The man nodded with closed eyes, and I sat down again, clasping his hand now with both my own. After a few moments his lips moved in a whisper so low that I had to bend to catch his words. ‘Poor bastards,’ he said without rancour; and then again more softly still, ‘Poor bloody bastards.’

He smiled very slightly, then his eyes flicked open and I caught an expression of immeasurable surprise. He drew in a deep breath of air; then his head moved gently to one side, the mouth still open, and he was dead.

What followed is history. The books today call it the First Relief of Lucknow. For us that day it was simply ‘the Relief’.

As Llewellyn sped from one end of the room to the other, telling of what he had seen, the noise outside increased to a pitch that was near frenzy and the clamour around me swelled as the sick cheered and whooped and banged tin cups against tin plates, and clapped and called to each other, and sent their leechtins, caps and long-cold pipes spinning to the ceiling in a delirium of joy. No one tried to quieten them; the two doctors stood with great grins on their tired faces and the Birch girls and Kate hugged each other and cried and hugged each other again.

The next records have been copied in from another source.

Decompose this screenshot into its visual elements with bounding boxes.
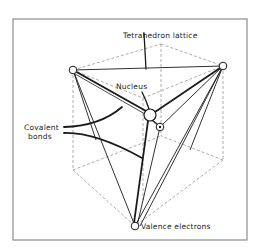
valence-electron-bottom: [131, 222, 139, 230]
tetra-edge: [135, 66, 223, 226]
label-valence-electrons: Valence electrons: [141, 222, 211, 231]
leader-lines: [64, 33, 149, 158]
label-covalent: Covalent: [24, 123, 59, 132]
cube-edge: [73, 44, 161, 70]
valence-electron-top-right: [219, 62, 227, 70]
cube-edge: [135, 160, 223, 226]
cube-edge: [73, 136, 161, 170]
tetra-edge: [73, 70, 135, 226]
tetra-edge: [160, 66, 223, 127]
electron-dot: [159, 126, 161, 128]
atoms: [69, 62, 227, 230]
cube-edge: [161, 44, 223, 66]
tetrahedron-diagram: Tetrahedron lattice Nucleus Covalent bon…: [0, 0, 262, 249]
cube-edge: [161, 136, 223, 160]
tetra-edge: [140, 66, 223, 226]
bonds: [73, 66, 223, 223]
tetrahedron-edges: [73, 66, 223, 226]
valence-electron-top-left: [69, 66, 77, 74]
label-nucleus: Nucleus: [116, 82, 147, 91]
label-tetrahedron-lattice: Tetrahedron lattice: [122, 31, 198, 40]
label-bonds: bonds: [28, 132, 52, 141]
cube-edge: [73, 170, 135, 226]
tetra-edge: [190, 66, 223, 150]
bond-right: [155, 66, 223, 112]
tetra-edge: [73, 66, 223, 70]
nucleus: [144, 109, 156, 121]
cube-wireframe: [73, 44, 223, 226]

Only the dead man and I were silent. I never learned his name, but as I gazed down at the dead face amid the triumphant hullabaloo of the living, I tried to reconcile what had happened to him with what was happening around me. The thought of his passive resignation filled me with bitterness, not admiration. I had probably seen him often during the last three months, one of the many men who had grumbled and joked and whored (when they could), got drunk and fought and endured around me, all unwillingly condemned, like me, to a tawdry little hell of other men’s devising. Why was he dead now? One more day, a handful of hours, and he might have lived to see his family and home again. I tried to remind myself that he had died doing his ‘duty’; that he had died selflessly, nobly, for others. That he was a soldier meeting no more than a soldier’s fate. But the sentiments rang hollow. He was a dead man who should have been alive. There was no explaining it; no justifying it. Baffled mentally and emotionally chilled, I pulled the grey blanket over his insignificant features and prayed, perhaps without sufficient piety: ‘Well, God—if there is a God—make it up to this poor soul, if he has a soul!’ It was not much of a prayer but the most I could manage. Perhaps the tears which came spontaneously to my eyes as I turned away made up for the unconvinced tenor of my words. It was a moment in which I despised my own fated humanity and could only hate the injustice of the whole human condition.

But, weak as all our emotions must be in the changefulness of time, I did not long remember that wasted life, and now cannot even reproach myself for my swift forgetting.

The cheering continued, wild and uncontrolled. Never since have I heard anything like it, for it drowned even the reverberations of the guns. The boys of the Martinière, bless them, had all made off while I was occupied with the dying man; the Birches, too, and Kate were nowhere to be seen. One of the sick, seeing me hesitate as I wondered whether I too should run outside as the others had, egged me on.

‘Away with you now, missie,’ he said. He was elderly, with a wisp of grey beard and a bandaged head. ‘Run off and see them come in. Go on, there’s not a man here who will miss ye for the next while and it’s not a sight as you should miss. Fancy what you will be able to tell your children and your children’s children. Away with you. I seen what you just done, missie, and that lad has no need of any of us any more.’